B. Different forms of flexibility have been introduced because economic changes require different workforce able to meet its needs of different organization. Recent years, the more difficult is to organize the environment the more power, responsibility and resources the human resources department needs. Traditionally, women and minorities occupied lower-paying positions and found considerable barriers to entering the labor market. This situation has been changed, because of flexible policies implemented by many organizations and in countries.

Flexible employment policies are necessary tools because of the nature of tasks they involved. For instance, “Flexibility and part-time work under regimes of significant protective and regulatory conditions such as minimum wage legislation is still a feature that is uniquely characteristic of the highly developed industrial economies” (Bharat, Lundall, 2004).

These features are being gradually reproduced in the newly industrializing economies as well but there has as yet been no systemic fervor on the part of the states within these economies to regulate these aspects of employment relations. If corporations are not able to put their policy into practice, it means that in some years they will be unable to operate on the global market. For instance, “Today’s American workplace is dramatically different and more complex than the workplace of two generations ago.” (Flexibility, Choice Are Critical needs, 2002).

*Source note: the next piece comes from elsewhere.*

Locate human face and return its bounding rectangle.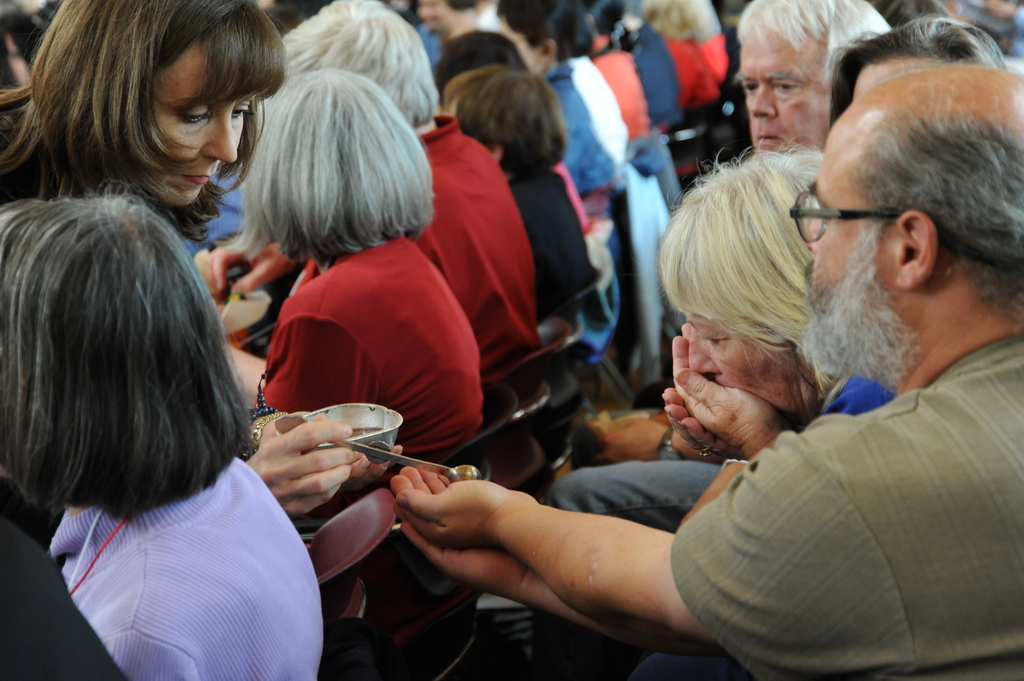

Each difference is recog¬nized as a force within individuals that motivates their behaviors within the workplace. However, even within the U.S. workforce, researchers keep in mind that there are subcultures that can influence behavior. So, one of the important issues in flexible employment policies implies an attempt to understand behavior in the workplace. If this criterion is not met, it can lead to conflicts on all organizational levels. “economies, usually after the limits of further agrarian expansion have been reached as well as a reduction in agricultural sector employment has occurred, flexibility has generally” (Bharat, Lundall, 2004).